Part-Human, Part-Machine Transistor Devised
asukasoryu writes "Man and machine can now be linked more intimately than ever, according to a new article in the journal ACS Nano Letters. Scientists have embedded a nano-sized transistor inside a cell-like membrane and powered it using the cell's own fuel. To create the implanted circuit, the UC scientists combined a carbon nanotube transistor, lipid bilayer coating, ion pump, and ATP. The ion pump changes the electrical charge inside the cell, which then changes the electrical charge going through the transistor, which the scientists could measure and monitor."
So they put a transister inside a cell membrane. How exactly does that make it part human? Every living creature has cells that have phospholipid bilayers.
My other sig is clever.
Future devices could work just the opposite, where an outside electrical current could power the pump and alter how quickly ions are pumped into or out of a cell.
That has potentially far reaching effects assuming they can eventually find a way to install these things throughout the body (or even better just on targeted cells). You could install one of these devices on each cancer cell, for example, and power a pump that forced chemo drugs into the cells. That means that cancer cells would receive a much higher dose than non-cancer cells meaning less side effects and/or more effective treatments. Of course, there's a million problems to be solved before such a treatment could become reality, but the possibilities are endless.
If you could install one of these devices in a cancer cell, it wouldn't need to pump it full of medicine. Water or would work just fine. Pop!
According to the actual article, there was no cell involved, only proteins resembling a cell wall. Nor was anything human mentioned.
In short, the article describes how they rapped a protein layer around the nano-transistor and it worked. Then it speculated on what it might be able to do in the future.
While powering a single transistor from the cell is interesting, a single transistor can only be on or off. Since, based on the data supplied in the article, there isn't a mechanism to trigger the on/off state, then it seems to be limited use.
Of more interest is the mention of the research done at the Hebrew University where they accomplished the same thing but by using enzymes that the cell ignored. The reason this is more interesting is that enzymes may be able to be tailored to work with specific cell functions, versus just being powered by the the cell.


EXERCISE AIM: Single out the lines of the material that contain "caption" and copy them.

====

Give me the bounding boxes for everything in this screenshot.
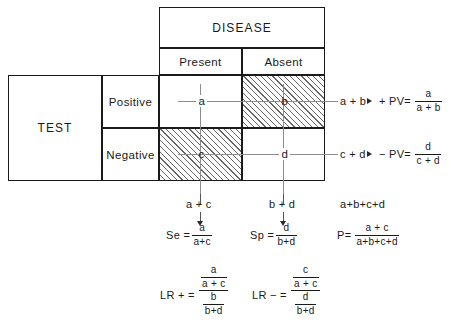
likelihood-ratio-positive-fraction: a a + c b b+d — [199, 265, 228, 316]
negative-predictive-value-fraction: d c + d — [415, 142, 441, 166]
lr-negative-denominator-fraction: d b+d — [295, 292, 316, 316]
lr-positive-denominator: b b+d — [202, 292, 226, 316]
specificity-denominator: b+d — [276, 237, 297, 248]
lr-negative-num-den: a + c — [293, 279, 319, 290]
column-total-sum-present: a + c — [186, 198, 212, 210]
sensitivity-fraction: a a+c — [192, 223, 212, 247]
sensitivity-denominator: a+c — [192, 237, 212, 248]
arrow-right-icon-negative — [367, 151, 372, 157]
negative-predictive-value-label: − PV= — [379, 148, 411, 160]
lr-negative-denominator: d b+d — [294, 292, 318, 316]
data-cell-value-b: b — [279, 95, 290, 107]
ppv-denominator: a + b — [415, 103, 442, 114]
disease-header-label: DISEASE — [159, 7, 325, 48]
prevalence-numerator: a + c — [364, 223, 390, 234]
lr-positive-den-num: b — [209, 292, 218, 303]
lr-negative-num-num: c — [302, 265, 310, 276]
lr-positive-denominator-fraction: b b+d — [203, 292, 224, 316]
npv-numerator: d — [424, 142, 433, 153]
likelihood-ratio-negative-fraction: c a + c d b+d — [291, 265, 320, 316]
row-header-label-positive: Positive — [102, 75, 159, 128]
ppv-numerator: a — [424, 89, 433, 100]
figure-canvas: DISEASE Present Absent TEST Positive Neg… — [0, 0, 451, 327]
positive-predictive-value-label: + PV= — [379, 95, 411, 107]
arrow-right-icon-positive — [367, 98, 372, 104]
npv-denominator: c + d — [415, 156, 441, 167]
column-header-label-absent: Absent — [242, 48, 325, 75]
lr-negative-den-num: d — [301, 292, 310, 303]
prevalence-fraction: a + c a+b+c+d — [355, 223, 399, 247]
column-total-sum-absent: b + d — [269, 198, 295, 210]
lr-negative-numerator: c a + c — [291, 265, 320, 289]
test-group-label: TEST — [8, 75, 102, 181]
specificity-numerator: d — [282, 223, 291, 234]
row-total-sum-negative: c + d — [340, 148, 366, 160]
lr-positive-numerator: a a + c — [199, 265, 228, 289]
sensitivity-label: Se = — [166, 229, 190, 241]
likelihood-ratio-negative-label: LR − = — [252, 289, 287, 301]
lr-positive-num-den: a + c — [201, 279, 227, 290]
lr-positive-num-num: a — [209, 265, 218, 276]
sensitivity-numerator: a — [198, 223, 207, 234]
lr-positive-numerator-fraction: a a + c — [201, 265, 227, 289]
row-total-sum-positive: a + b — [340, 95, 366, 107]
prevalence-denominator: a+b+c+d — [355, 237, 399, 248]
positive-predictive-value-fraction: a a + b — [415, 89, 442, 113]
column-header-label-present: Present — [159, 48, 242, 75]
data-cell-value-d: d — [279, 148, 290, 160]
lr-positive-den-den: b+d — [203, 306, 224, 317]
likelihood-ratio-positive-label: LR + = — [160, 289, 195, 301]
specificity-label: Sp = — [250, 229, 274, 241]
row-header-label-negative: Negative — [102, 128, 159, 181]
grand-total-sum: a+b+c+d — [340, 198, 385, 210]
lr-negative-numerator-fraction: c a + c — [293, 265, 319, 289]
data-cell-value-c: c — [196, 148, 207, 160]
specificity-fraction: d b+d — [276, 223, 297, 247]
data-cell-value-a: a — [196, 95, 207, 107]
prevalence-label: P= — [337, 229, 351, 241]
lr-negative-den-den: b+d — [295, 306, 316, 317]
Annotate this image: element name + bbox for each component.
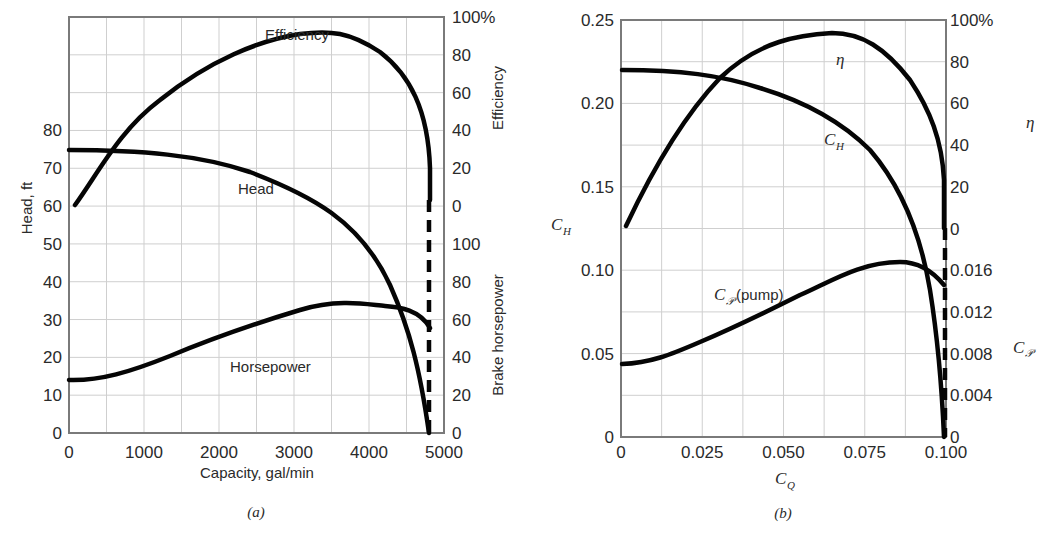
y-axis-label-a: Head, ft [18,181,35,234]
tick-label: 40 [452,121,471,140]
tick-label: 0.100 [925,443,968,462]
tick-label: 80 [43,121,62,140]
svg-text:𝒫: 𝒫 [1025,347,1036,359]
tick-label: 0 [53,424,62,443]
eta-curve [626,33,944,228]
ch-curve-label: C H [824,130,845,152]
svg-text:Q: Q [787,479,795,491]
tick-label: 100% [950,11,993,30]
tick-label: 80 [950,53,969,72]
chart-b-bottom-ticks: 00.0250.0500.0750.100 [616,443,967,462]
tick-label: 10 [43,386,62,405]
tick-label: 60 [43,197,62,216]
tick-label: 40 [452,348,471,367]
tick-label: 70 [43,159,62,178]
right-axis-label-bhp: Brake horsepower [489,274,506,396]
chart-b-right-ticks: 020406080100%00.0040.0080.0120.016 [950,11,993,447]
right-axis-label-cp: C 𝒫 [1013,338,1036,359]
chart-a-bottom-ticks: 010002000300040005000 [64,443,463,462]
tick-label: 0 [616,443,625,462]
x-axis-label-b: C Q [775,469,795,491]
svg-text:C: C [1013,338,1025,357]
chart-a: 01020304050607080 010002000300040005000 … [18,8,506,521]
tick-label: 80 [452,46,471,65]
tick-label: 20 [452,159,471,178]
svg-text:H: H [562,225,572,237]
svg-text:C: C [824,130,836,149]
tick-label: 0.25 [581,11,614,30]
tick-label: 0.012 [950,303,993,322]
tick-label: 3000 [275,443,313,462]
tick-label: 50 [43,235,62,254]
svg-text:C: C [714,285,726,304]
tick-label: 0.10 [581,261,614,280]
tick-label: 0 [452,424,461,443]
tick-label: 0.016 [950,261,993,280]
tick-label: 5000 [425,443,463,462]
tick-label: 20 [950,178,969,197]
tick-label: 40 [43,273,62,292]
figure: 01020304050607080 010002000300040005000 … [0,0,1045,534]
tick-label: 30 [43,311,62,330]
eta-curve-label: η [836,50,844,69]
svg-text:(pump): (pump) [736,286,784,303]
chart-b-left-ticks: 00.050.100.150.200.25 [581,11,614,447]
tick-label: 4000 [350,443,388,462]
svg-text:H: H [835,140,845,152]
tick-label: 60 [452,311,471,330]
head-label: Head [238,180,274,197]
tick-label: 60 [452,84,471,103]
tick-label: 40 [950,136,969,155]
chart-b: 00.050.100.150.200.25 00.0250.0500.0750.… [551,11,1036,522]
tick-label: 0.008 [950,345,993,364]
caption-b: (b) [774,505,792,522]
efficiency-label: Efficiency [265,26,329,43]
tick-label: 0.025 [681,443,724,462]
tick-label: 20 [43,348,62,367]
x-axis-label-a: Capacity, gal/min [200,464,314,481]
svg-text:C: C [775,469,787,488]
right-axis-label-eta: η [1026,113,1034,132]
tick-label: 0.004 [950,386,993,405]
tick-label: 0.05 [581,345,614,364]
tick-label: 2000 [200,443,238,462]
horsepower-label: Horsepower [230,358,311,375]
right-axis-label-efficiency: Efficiency [489,66,506,130]
tick-label: 0.050 [762,443,805,462]
tick-label: 0 [950,428,959,447]
tick-label: 0.075 [843,443,886,462]
tick-label: 60 [950,94,969,113]
tick-label: 0.15 [581,178,614,197]
tick-label: 100 [452,235,480,254]
tick-label: 0 [950,220,959,239]
tick-label: 100% [452,8,495,27]
tick-label: 0 [452,197,461,216]
tick-label: 0.20 [581,94,614,113]
chart-b-grid [621,20,946,437]
tick-label: 1000 [125,443,163,462]
tick-label: 20 [452,386,471,405]
svg-text:C: C [551,215,563,234]
chart-a-left-ticks: 01020304050607080 [43,121,62,443]
y-axis-label-b: C H [551,215,572,237]
tick-label: 80 [452,273,471,292]
cp-curve-label: C 𝒫 (pump) [714,285,784,307]
tick-label: 0 [605,428,614,447]
tick-label: 0 [64,443,73,462]
caption-a: (a) [247,504,265,521]
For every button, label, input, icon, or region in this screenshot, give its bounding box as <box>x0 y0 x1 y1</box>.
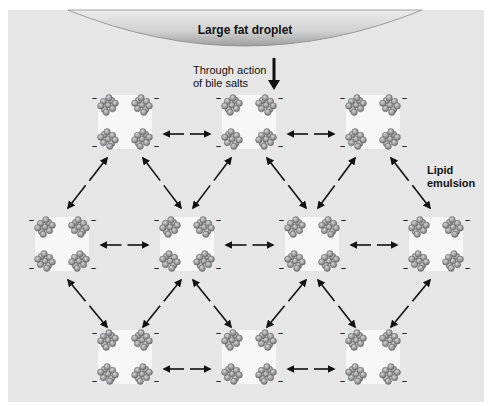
micelle: –––– <box>403 215 470 273</box>
arrow-half <box>193 280 210 301</box>
arrow-half <box>391 306 409 327</box>
arrow-half <box>193 185 210 208</box>
action-label-line1: Through action <box>193 64 266 77</box>
negative-charge: – <box>402 328 407 338</box>
down-arrow-icon <box>268 58 280 90</box>
arrow-half <box>68 185 86 208</box>
arrow-half <box>288 185 306 208</box>
arrow-half <box>214 158 231 181</box>
diagonal-double-arrow-icon <box>143 280 181 327</box>
arrow-half <box>338 306 355 327</box>
negative-charge: – <box>403 215 408 225</box>
negative-charge: – <box>278 328 283 338</box>
negative-charge: – <box>29 215 34 225</box>
arrow-half <box>338 158 355 181</box>
negative-charge: – <box>91 215 96 225</box>
negative-charge: – <box>154 141 159 151</box>
negative-charge: – <box>154 328 159 338</box>
negative-charge: – <box>154 263 159 273</box>
negative-charge: – <box>216 141 221 151</box>
droplet-label: Large fat droplet <box>0 24 490 37</box>
negative-charge: – <box>279 215 284 225</box>
arrow-half <box>143 158 160 181</box>
micelle: –––– <box>154 215 221 273</box>
diagonal-double-arrow-icon <box>267 280 306 327</box>
negative-charge: – <box>340 93 345 103</box>
negative-charge: – <box>465 263 470 273</box>
negative-charge: – <box>278 141 283 151</box>
diagonal-double-arrow-icon <box>193 158 231 208</box>
arrow-half <box>89 158 107 181</box>
arrow-half <box>412 280 430 301</box>
micelle: –––– <box>29 215 96 273</box>
arrow-half <box>267 306 285 327</box>
negative-charge: – <box>29 263 34 273</box>
negative-charge: – <box>278 93 283 103</box>
micelle: –––– <box>340 93 407 151</box>
emulsion-label-line1: Lipid <box>427 164 475 177</box>
negative-charge: – <box>216 328 221 338</box>
micelle: –––– <box>279 215 346 273</box>
diagonal-double-arrow-icon <box>391 158 430 208</box>
negative-charge: – <box>465 215 470 225</box>
micelles: –––––––––––––––––––––––––––––––––––––––– <box>29 93 470 386</box>
negative-charge: – <box>216 215 221 225</box>
arrow-half <box>288 280 306 301</box>
emulsion-diagram: –––––––––––––––––––––––––––––––––––––––– <box>0 0 490 406</box>
arrow-half <box>68 280 86 301</box>
diagonal-double-arrow-icon <box>391 280 430 327</box>
negative-charge: – <box>154 93 159 103</box>
diagonal-double-arrow-icon <box>318 158 355 208</box>
diagonal-double-arrow-icon <box>267 158 306 208</box>
arrow-half <box>164 185 181 208</box>
diagonal-double-arrow-icon <box>68 280 107 327</box>
diagonal-double-arrow-icon <box>143 158 181 208</box>
negative-charge: – <box>154 215 159 225</box>
negative-charge: – <box>402 141 407 151</box>
micelle: –––– <box>216 328 283 386</box>
arrow-half <box>391 158 409 181</box>
negative-charge: – <box>216 376 221 386</box>
arrow-half <box>164 280 181 301</box>
negative-charge: – <box>92 328 97 338</box>
arrow-half <box>214 306 231 327</box>
micelle: –––– <box>340 328 407 386</box>
negative-charge: – <box>91 263 96 273</box>
micelle: –––– <box>216 93 283 151</box>
diagonal-double-arrow-icon <box>318 280 355 327</box>
negative-charge: – <box>340 376 345 386</box>
negative-charge: – <box>154 376 159 386</box>
negative-charge: – <box>216 263 221 273</box>
negative-charge: – <box>341 215 346 225</box>
arrow-half <box>318 280 335 301</box>
negative-charge: – <box>278 376 283 386</box>
arrow-half <box>89 306 107 327</box>
negative-charge: – <box>341 263 346 273</box>
negative-charge: – <box>92 376 97 386</box>
negative-charge: – <box>340 328 345 338</box>
negative-charge: – <box>403 263 408 273</box>
diagonal-double-arrow-icon <box>193 280 231 327</box>
arrow-half <box>318 185 335 208</box>
micelle: –––– <box>92 93 159 151</box>
arrow-half <box>267 158 285 181</box>
bile-salt-action-label: Through action of bile salts <box>193 64 266 90</box>
negative-charge: – <box>92 141 97 151</box>
negative-charge: – <box>279 263 284 273</box>
emulsion-label-line2: emulsion <box>427 177 475 190</box>
action-label-line2: of bile salts <box>193 77 266 90</box>
arrow-half <box>143 306 160 327</box>
negative-charge: – <box>402 93 407 103</box>
lipid-emulsion-label: Lipid emulsion <box>427 164 475 190</box>
micelle: –––– <box>92 328 159 386</box>
negative-charge: – <box>92 93 97 103</box>
negative-charge: – <box>216 93 221 103</box>
negative-charge: – <box>402 376 407 386</box>
negative-charge: – <box>340 141 345 151</box>
diagonal-double-arrow-icon <box>68 158 107 208</box>
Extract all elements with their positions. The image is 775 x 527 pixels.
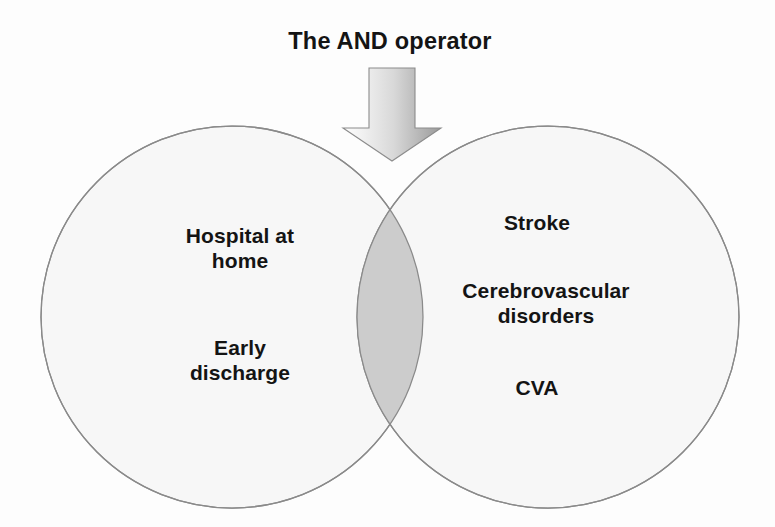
venn-diagram-graphic <box>0 0 775 527</box>
venn-diagram-canvas: The AND operator Hospital at home Early … <box>0 0 775 527</box>
right-set-label-cerebrovascular-disorders: Cerebrovascular disorders <box>430 279 662 329</box>
page-title: The AND operator <box>205 28 575 56</box>
left-set-label-early-discharge: Early discharge <box>130 336 350 386</box>
right-set-label-cva: CVA <box>457 376 617 401</box>
right-set-label-stroke: Stroke <box>447 211 627 236</box>
down-arrow-icon <box>343 68 441 161</box>
left-set-label-hospital-at-home: Hospital at home <box>130 224 350 274</box>
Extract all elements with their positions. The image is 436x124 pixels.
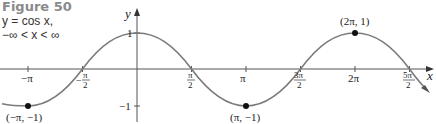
y-axis-label: y	[123, 6, 131, 21]
x-axis-label: x	[426, 68, 433, 83]
svg-text:π: π	[188, 70, 193, 80]
x-tick-three-half-pi: 3π 2	[294, 70, 306, 90]
svg-text:2: 2	[297, 80, 302, 90]
point-label-pi: (π, −1)	[230, 111, 260, 124]
svg-text:2: 2	[83, 80, 88, 90]
svg-text:−: −	[76, 75, 82, 86]
point-neg-pi	[25, 103, 31, 109]
point-label-neg-pi: (−π, −1)	[6, 111, 43, 124]
x-tick-neg-pi: −π	[21, 72, 33, 84]
svg-text:2: 2	[406, 80, 411, 90]
y-axis-arrow-icon	[134, 8, 140, 16]
point-label-2pi: (2π, 1)	[340, 15, 370, 28]
svg-text:5π: 5π	[403, 70, 413, 80]
x-tick-neg-half-pi: − π 2	[76, 70, 90, 90]
y-tick-neg-1: −1	[119, 100, 131, 112]
y-tick-1: 1	[127, 27, 133, 39]
cosine-chart: y x 1 −1 −π π 2π − π 2 π 2 3π 2 5π 2 (−π…	[0, 0, 436, 124]
svg-text:π: π	[83, 70, 88, 80]
x-tick-pi: π	[240, 72, 246, 84]
svg-text:2: 2	[188, 80, 193, 90]
x-tick-2pi: 2π	[348, 72, 360, 84]
point-pi	[243, 103, 249, 109]
svg-text:3π: 3π	[294, 70, 304, 80]
point-2pi	[352, 30, 358, 36]
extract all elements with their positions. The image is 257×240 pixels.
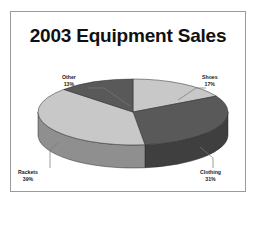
- slice-label-shoes-pct: 17%: [202, 81, 218, 88]
- slice-label-rackets-name: Rackets: [18, 169, 38, 176]
- slice-label-shoes: Shoes 17%: [202, 74, 218, 88]
- slice-label-rackets-pct: 39%: [18, 176, 38, 183]
- slice-label-other-name: Other: [62, 74, 76, 81]
- slice-label-other: Other 13%: [62, 74, 76, 88]
- slice-label-shoes-name: Shoes: [202, 74, 218, 81]
- slice-label-clothing: Clothing 31%: [200, 169, 221, 183]
- slice-label-clothing-name: Clothing: [200, 169, 221, 176]
- pie-3d: [38, 79, 228, 168]
- slice-label-other-pct: 13%: [62, 81, 76, 88]
- slice-label-clothing-pct: 31%: [200, 176, 221, 183]
- slice-label-rackets: Rackets 39%: [18, 169, 38, 183]
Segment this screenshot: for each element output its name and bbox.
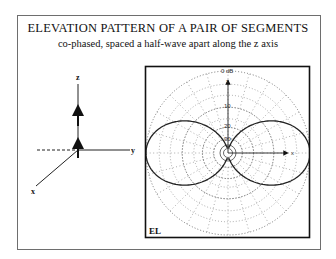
x-axis-label: x [31, 187, 35, 196]
plot-frame [146, 67, 310, 238]
z-axis-label: z [76, 73, 80, 82]
axes-diagram: z y x [31, 73, 135, 196]
plane-label: EL [149, 226, 161, 236]
plot-x-label: x [291, 150, 294, 156]
figure-canvas: z y x 0 dB z x 10 20 30 EL [0, 0, 336, 259]
ring-label-20: 20 [224, 123, 231, 129]
ring-label-30: 30 [224, 136, 231, 142]
y-axis-label: y [131, 146, 135, 155]
ring-label-10: 10 [224, 103, 231, 109]
ref-db-label: 0 dB [221, 68, 233, 74]
plot-z-label: z [226, 78, 229, 84]
x-axis-line [36, 150, 78, 186]
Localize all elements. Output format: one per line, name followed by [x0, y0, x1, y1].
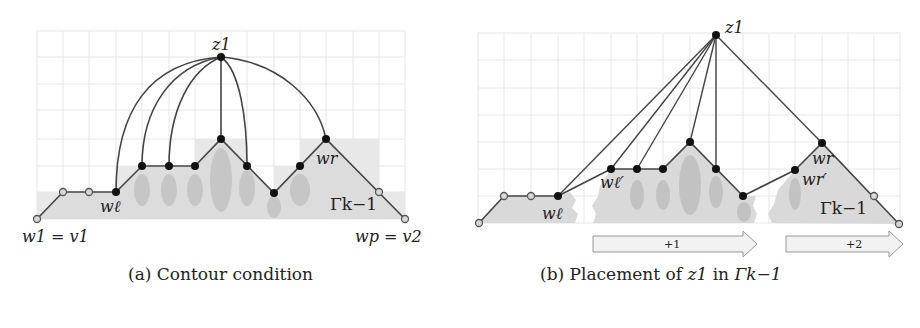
caption-b-prefix: (b) Placement of: [540, 264, 687, 284]
caption-b-gamma: Γk−1: [734, 264, 781, 284]
label-z1-a: z1: [211, 35, 231, 54]
diagram-b: +1 +2 z1 wℓ wℓ′ wr wr′ Γk−1: [460, 0, 920, 260]
label-w-ell-b: wℓ: [542, 204, 563, 223]
caption-b-mid: in: [707, 264, 734, 284]
label-w-r-b: wr: [812, 149, 835, 168]
label-gamma-a: Γk−1: [330, 194, 377, 214]
arrow-label-plus1: +1: [664, 238, 680, 251]
panel-b-placement-of-z1: +1 +2 z1 wℓ wℓ′ wr wr′ Γk−1 (b) Placemen…: [460, 0, 920, 328]
caption-b-var: z1: [687, 264, 707, 284]
caption-b: (b) Placement of z1 in Γk−1: [540, 264, 782, 284]
caption-a: (a) Contour condition: [128, 264, 313, 284]
label-w-ell-prime: wℓ′: [600, 173, 624, 192]
label-gamma-b: Γk−1: [820, 198, 867, 218]
label-w1-v1: w1 = v1: [22, 227, 89, 246]
arrow-label-plus2: +2: [846, 238, 862, 251]
shift-arrow-plus2: +2: [786, 231, 903, 257]
panel-a-contour-condition: z1 wℓ wr w1 = v1 wp = v2 Γk−1 (a) Contou…: [0, 0, 460, 328]
label-w-r-a: wr: [316, 149, 339, 168]
shift-arrow-plus1: +1: [593, 231, 757, 257]
diagram-a: z1 wℓ wr w1 = v1 wp = v2 Γk−1: [0, 0, 460, 260]
label-w-r-prime: wr′: [802, 170, 827, 189]
label-w-ell-a: wℓ: [100, 197, 121, 216]
label-z1-b: z1: [724, 18, 744, 37]
label-wp-v2: wp = v2: [355, 227, 422, 246]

====

RESULT OF THE EXERCISE:
caption-b: (b) [774,505,792,522]
caption-a: (a) [247,504,265,521]
caption-b-prefix: (b) Placement of: [540, 264, 687, 284]
caption-b-gamma: Γk−1: [734, 264, 781, 284]
caption-b-mid: in: [707, 264, 734, 284]
caption-b-var: z1: [687, 264, 707, 284]
caption-b: (b) Placement of z1 in Γk−1: [540, 264, 782, 284]
caption-a: (a) Contour condition: [128, 264, 313, 284]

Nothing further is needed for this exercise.